One more English word of that family is staple.  A staple once described something fixed in place, like a post.  It lingers today for, say, a staple food – one that we eat regularly.  So: why should flimsy little bent wires be called by that same name?  Let’s look at some history here:

One George McGill held the first patent for a stapler back in 1866.  But here’s the catch: His stapler drove a two legged pin through a stack of papers.  Then we had to crimp the protruding legs of the pin.  Also, he called his machine a Paper Fastener.  The word staple wasn’t yet ready to attach to his device.

 

McGill staple device (Image courtesy of Wikimedia Commons)

 

Similar devices – but ones which now crimped the protruding legs of the pin – soon followed McGill’s.  And, that name staple?  Turns out, it already applied to heavy U-shaped pins that secured fences, furniture, and such. There, the word implied the solidarity of such structures.  These new devices were clearly kin to those carpentry staples.  And, if an unpunched staple looks flimsy, just consider the grip that it achieves.

 

Conventional desk stapler (Photo by JHL)

 

The solidarity of staples is evident in the profusion of specialized staplers that’ve since emerged.  We need only look at what the term, “industrial stapler devices” includes.  So much equipment now reminds us of the strength and steadiness that the word ‘staples’ implies. 

Take their use in surgery: Infected sutures disturbed an early Twentieth Century Hungarian surgeon: Hümér Hültl.  He invented the first surgical stapler to replace sutures.  It wasn’t very successful.  But others saw its potential.  Today, many surgeries get closed by staples instead of sutures.

 

Surgical skin stapler (Image courtesy of Wikimedia Commons)

 

Medical staples dramatize another feature of staples.  It is their very solidarity.  We often need to un-staple pages that we once stapled together.  Some desktop staplers have a metal tongue that helps us to do that.  But it takes special tools for other kinds of staples.  Removing surgical staples, for example. 

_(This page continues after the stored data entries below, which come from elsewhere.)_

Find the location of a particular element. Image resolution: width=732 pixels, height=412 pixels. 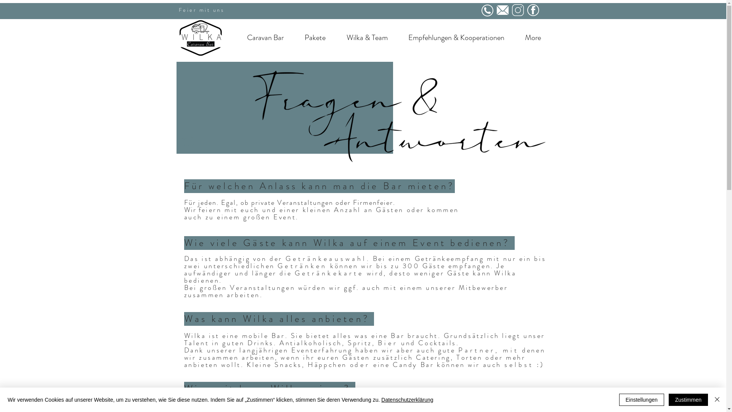

Pakete is located at coordinates (315, 38).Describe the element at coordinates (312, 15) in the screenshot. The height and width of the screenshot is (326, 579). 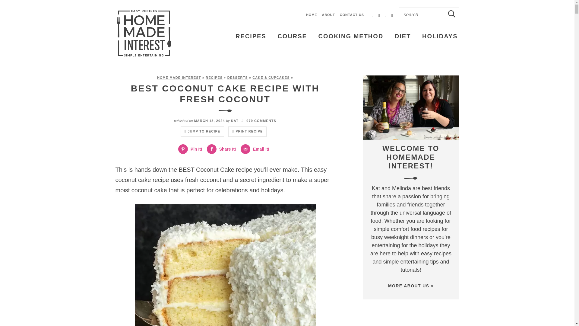
I see `HOME` at that location.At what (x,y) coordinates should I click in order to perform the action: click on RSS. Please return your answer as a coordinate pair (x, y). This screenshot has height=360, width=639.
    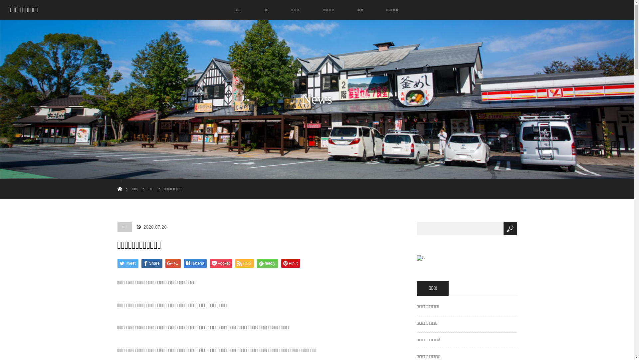
    Looking at the image, I should click on (245, 263).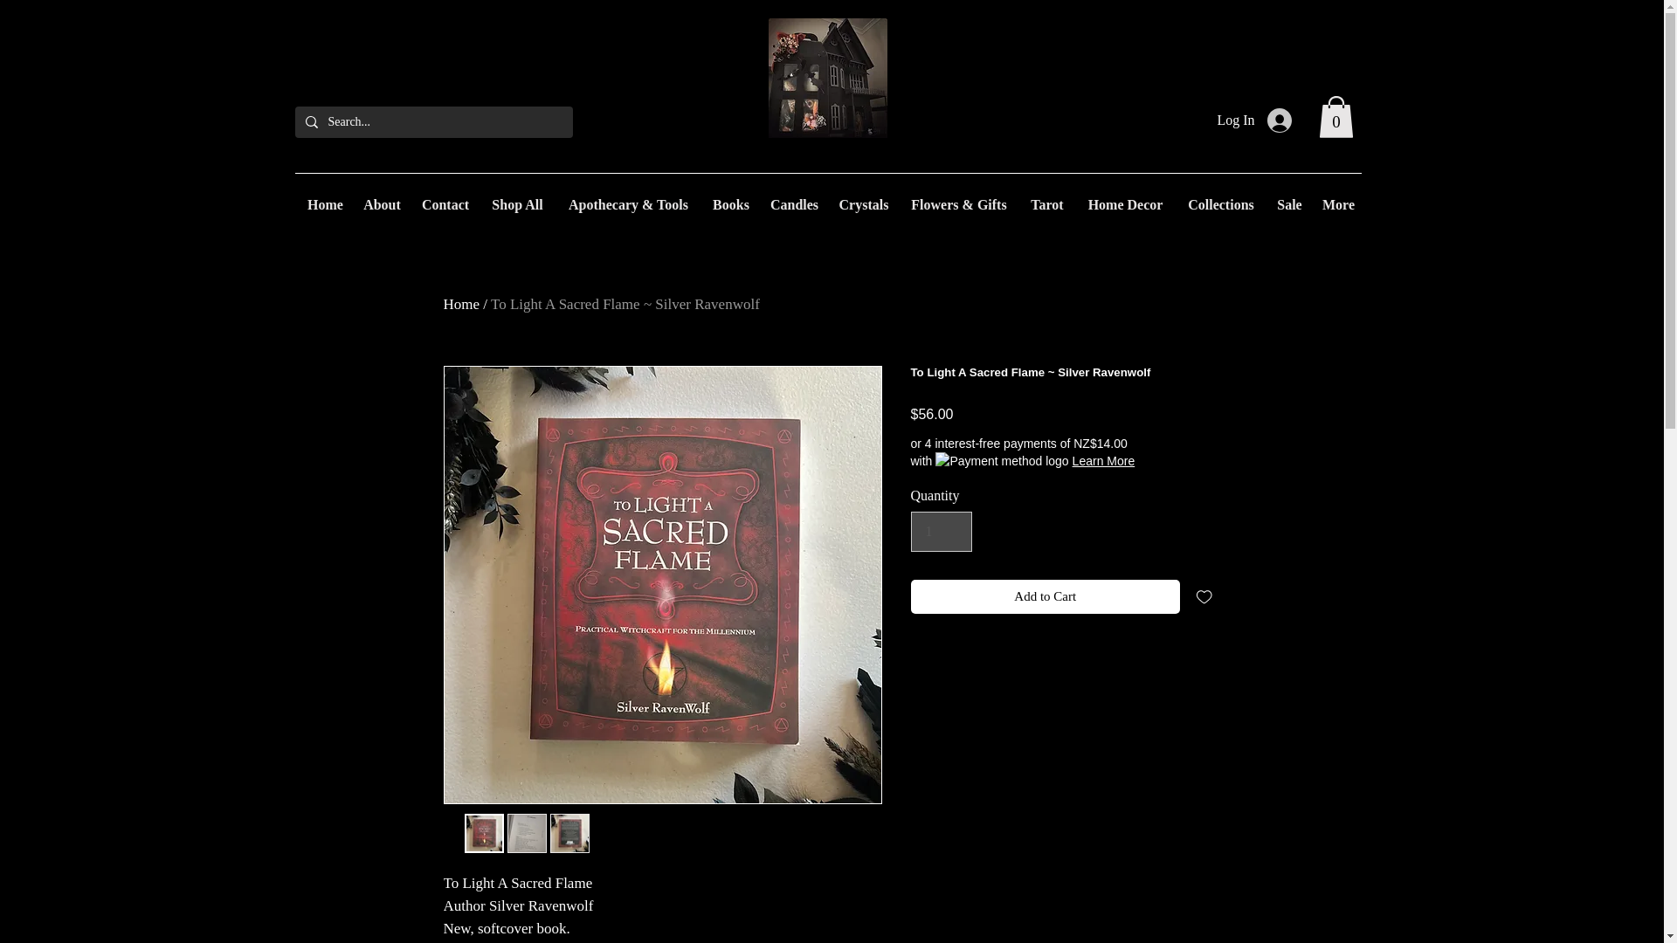 This screenshot has width=1677, height=943. I want to click on Home, so click(324, 204).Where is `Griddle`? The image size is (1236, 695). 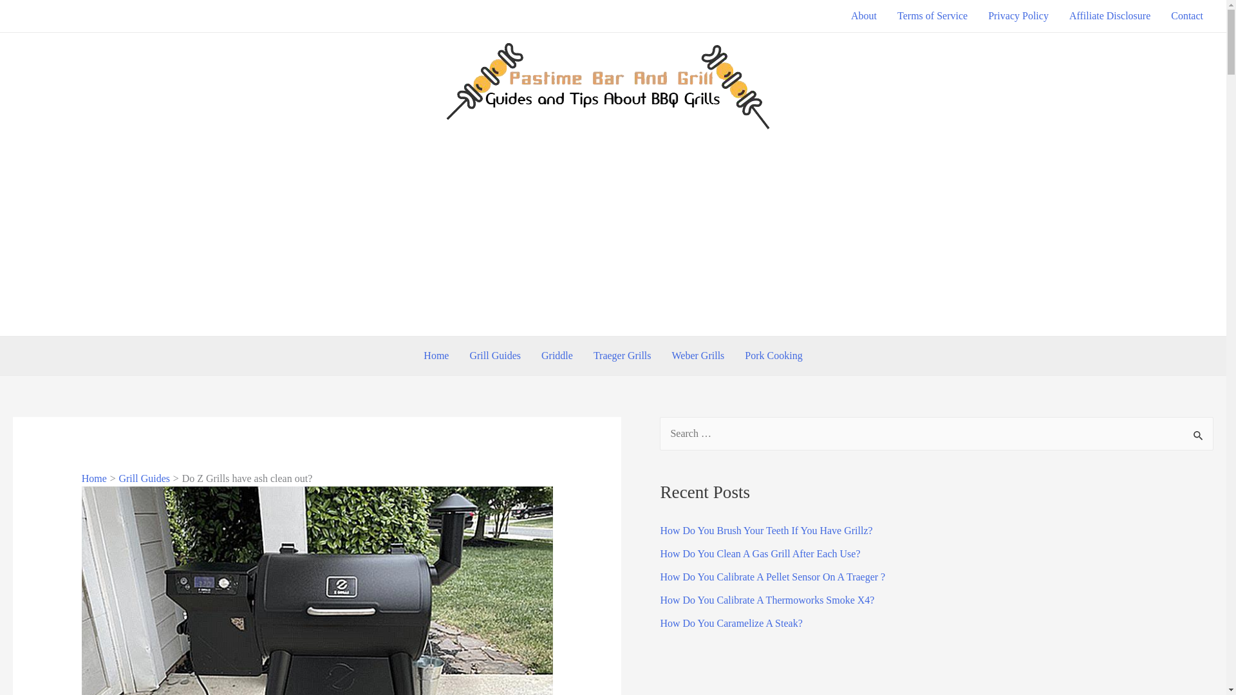 Griddle is located at coordinates (557, 355).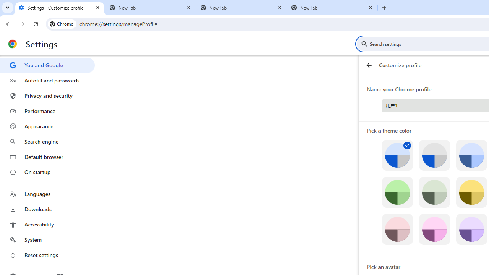 This screenshot has width=489, height=275. What do you see at coordinates (47, 157) in the screenshot?
I see `Default browser` at bounding box center [47, 157].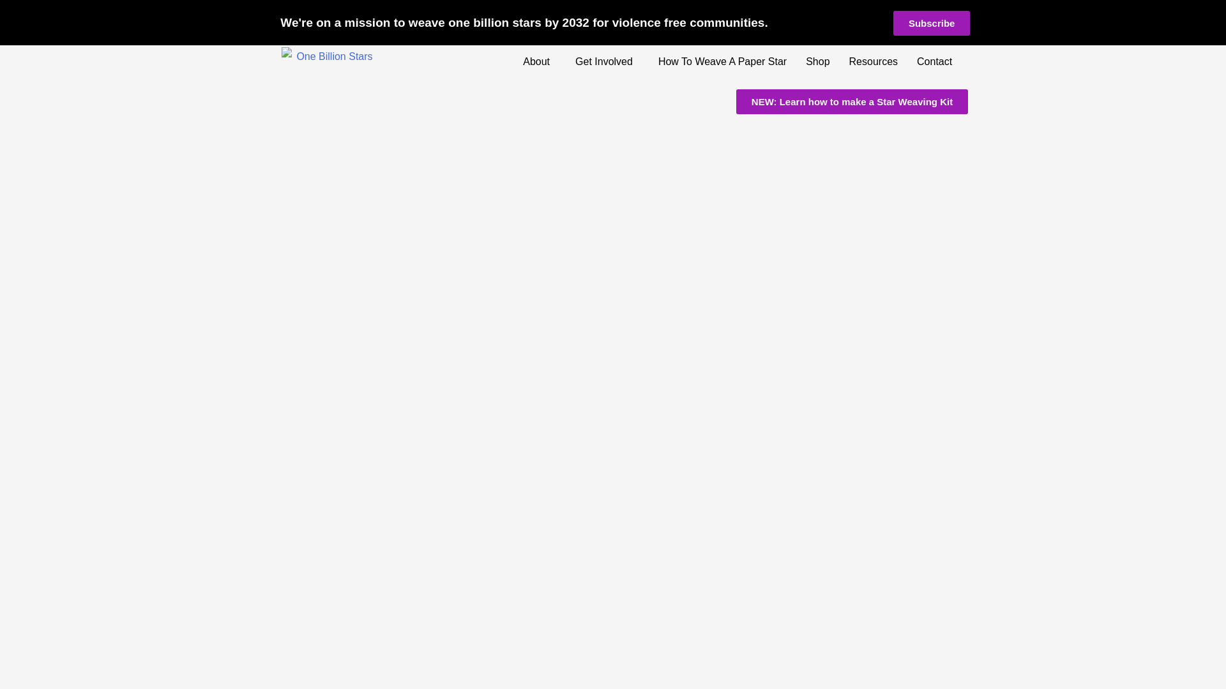 The width and height of the screenshot is (1226, 689). I want to click on How To Weave A Paper Star, so click(721, 61).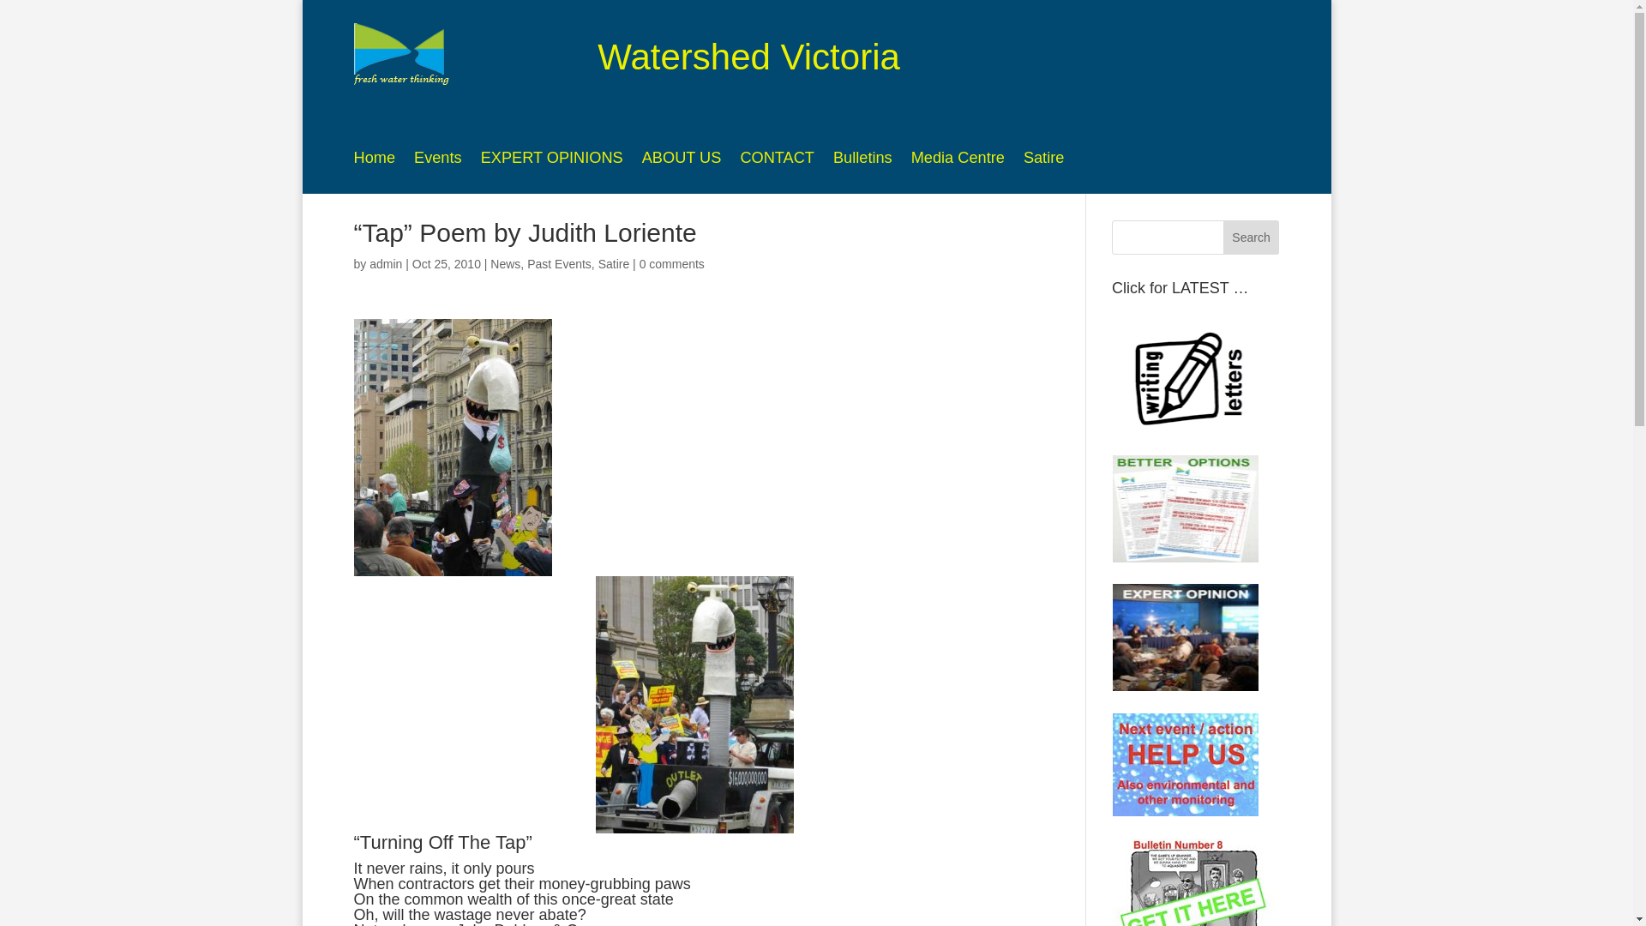  Describe the element at coordinates (405, 57) in the screenshot. I see `logo1` at that location.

Well, I began by looking at word origins.  I did so because staples are deceptively strong, deceptively complex, deceptively ubiquitous.  They are a vital technology that rides along – just under the radar of our everyday lives. 

I’m John Lienhard, at the University of Houston, where we’re interested in the way inventive minds work. 

(Theme music)


Some Wikipedia sources

Stapler - Wikipedia

Hümér Hültl - Wikipedia

Surgical staple - Wikipedia


This Episode first aired May 19, 2026.